Findings show that, despite elevated summer insolation and AW inflow during the HTM, the northern Barents Sea maintained seasonal sea ice with intermediate spring concentrations through 11.7–9.1 ka BP. This persistence indicates that warmer-than-present conditions did not eliminate seasonal sea ice in this high-latitude sector, likely owing to stratification that buffered cold, fresh surface layers from warmer, saline subsurface AW. The co-occurrence of sea-ice and open-water biomarkers suggests a dynamic MIZ in the vicinity, fostering high primary productivity even as sea ice persisted. Elevated benthic δ18O values and presence of AW-indicator benthic taxa corroborate AW influence below the pycnocline, while ratio-based indices (SpSIC, HBI T25) track shifts toward more extensive sea ice after ~9.1 ka BP, consistent with regional cooling trends post-HTM. The results underscore substantial regional heterogeneity in Early Holocene sea-ice states across the Barents Sea–Svalbard system and provide critical constraints that can inform and validate models projecting future Arctic sea-ice trajectories under continued warming and Atlanticification.

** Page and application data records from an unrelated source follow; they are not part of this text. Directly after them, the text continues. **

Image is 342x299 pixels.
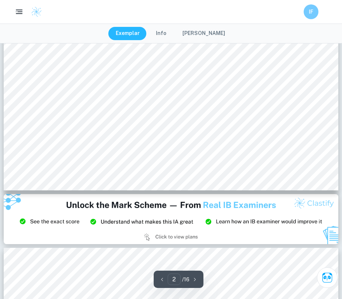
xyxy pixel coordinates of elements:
button: IF [303,4,318,19]
p: / 16 [182,275,189,284]
img: Clastify logo [31,6,42,17]
h6: IF [307,8,315,16]
img: Ad [4,194,338,244]
button: Info [148,27,173,40]
button: Ask Clai [317,267,337,288]
button: [PERSON_NAME] [175,27,232,40]
a: Clastify logo [27,6,42,17]
button: Exemplar [108,27,147,40]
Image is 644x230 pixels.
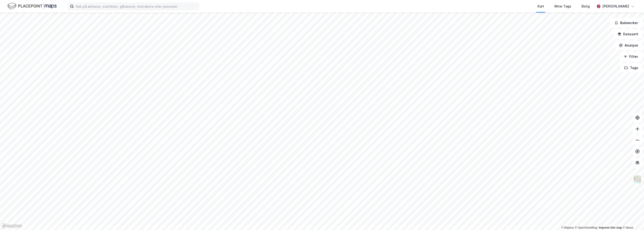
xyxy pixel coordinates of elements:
[575,226,598,229] a: OpenStreetMap
[1,223,22,229] a: Mapbox homepage
[74,3,199,10] input: Søk på adresse, matrikkel, gårdeiere, leietakere eller personer
[620,63,642,73] button: Tags
[610,18,642,27] button: Bokmerker
[615,41,642,50] button: Analyse
[602,4,629,9] div: [PERSON_NAME]
[561,226,574,229] a: Mapbox
[8,2,57,10] img: logo.f888ab2527a4732fd821a326f86c7f29.svg
[621,207,644,230] iframe: Chat Widget
[621,207,644,230] div: Kontrollprogram for chat
[581,4,590,9] div: Bolig
[620,52,642,61] button: Filter
[633,175,642,184] img: Z
[554,4,571,9] div: Mine Tags
[613,30,642,39] button: Datasett
[599,226,622,229] a: Improve this map
[537,4,544,9] div: Kart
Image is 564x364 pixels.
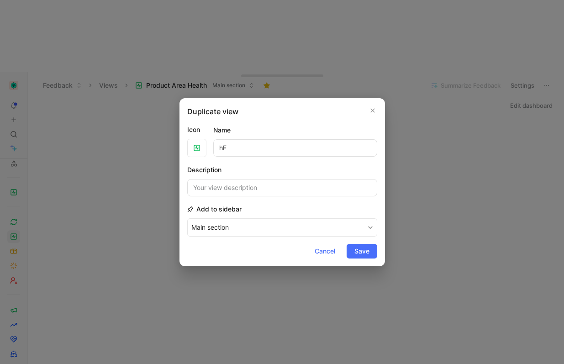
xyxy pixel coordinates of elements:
input: Your view name [213,139,377,157]
h2: Add to sidebar [187,204,241,214]
button: Main section [187,218,377,236]
input: Your view description [187,179,377,196]
h2: Description [187,164,221,175]
span: Cancel [314,246,335,256]
button: Save [346,244,377,258]
span: Save [354,246,369,256]
button: Cancel [307,244,343,258]
h2: Name [213,125,230,136]
h2: Duplicate view [187,106,238,117]
label: Icon [187,124,206,135]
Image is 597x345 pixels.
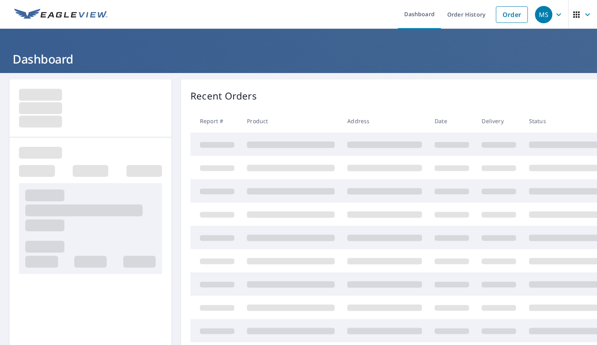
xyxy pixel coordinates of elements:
[496,6,528,23] a: Order
[428,109,475,133] th: Date
[240,109,341,133] th: Product
[14,9,107,21] img: EV Logo
[535,6,552,23] div: MS
[9,51,587,67] h1: Dashboard
[475,109,522,133] th: Delivery
[341,109,428,133] th: Address
[190,109,240,133] th: Report #
[190,89,257,103] p: Recent Orders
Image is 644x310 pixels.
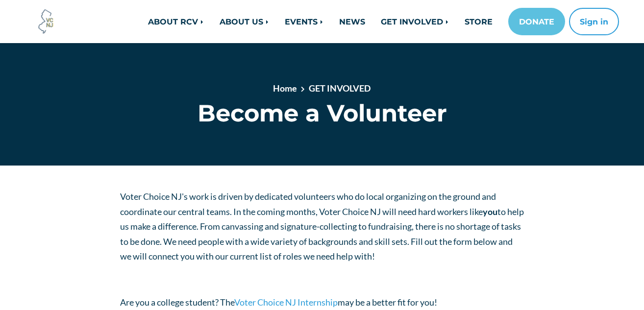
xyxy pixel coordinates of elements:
a: NEWS [332,12,373,32]
a: GET INVOLVED [373,12,457,32]
button: Sign in or sign up [569,8,619,35]
p: Voter Choice NJ's work is driven by dedicated volunteers who do local organizing on the ground an... [120,189,524,264]
nav: breadcrumb [155,81,489,99]
a: ABOUT RCV [140,12,212,32]
nav: Main navigation [112,8,619,35]
strong: you [483,206,497,217]
a: ABOUT US [212,12,277,32]
h1: Become a Volunteer [120,99,524,127]
a: STORE [457,12,501,32]
a: DONATE [508,8,565,35]
a: Voter Choice NJ Internship [234,296,337,307]
img: Voter Choice NJ [33,9,59,35]
a: EVENTS [277,12,332,32]
a: GET INVOLVED [309,83,370,93]
p: Are you a college student? The may be a better fit for you! [120,294,524,310]
a: Home [273,83,297,93]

This study provides the first high-resolution, HBI biomarker-based reconstructions of Early Holocene sea ice from the high Arctic northern Barents Sea (>80°N). It demonstrates that seasonal sea ice with intermediate spring concentrations persisted through 11.7–9.1 ka BP during the HTM, despite warmer-than-present conditions and AW inflow, and that biological productivity was high with a nearby MIZ. After ~9.1 ka BP, sea-ice conditions strengthened, becoming predominantly extensive by ~8.3 ka BP. These reconstructions extend the observational baseline for Arctic sea ice, offer process insights (e.g., stratification buffering AW warmth), and provide data to constrain numerical models of future sea-ice change. Future research should refine spatial coverage (especially south/east of the sites), improve chronological resolution in sediment-poor sectors, and further calibrate biomarker ratios against modern observations to reduce uncertainties.
- Spatial coverage: Few Early Holocene HBI records exist near the study sites; many regional archives begin after ~9.5 ka BP, limiting broader spatial extrapolation for the earliest part of the interval.
- Regional sediment and dating constraints: Some areas (e.g., NE Barents Sea) have scarce/low-resolution Holocene sediments and chronological issues, complicating regional synthesis.
- Proxy-specific uncertainties: Individual HBIs can be affected by production, export, and preservation; ratio-based indices mitigate but do not eliminate uncertainties. Calibration of SpSIC and HBI T25 to modern analogues, while improved, carries error (e.g., RMSE) and threshold uncertainties.
- Site-specific heterogeneity: Differences in local AW influence, stratification, and coastal effects (fast ice/meltwater) may not represent broader regional conditions.
- Model comparison limits: While results inform models, inherent internal climate variability and differing model parameterizations complicate direct comparisons between paleo reconstructions and simulations.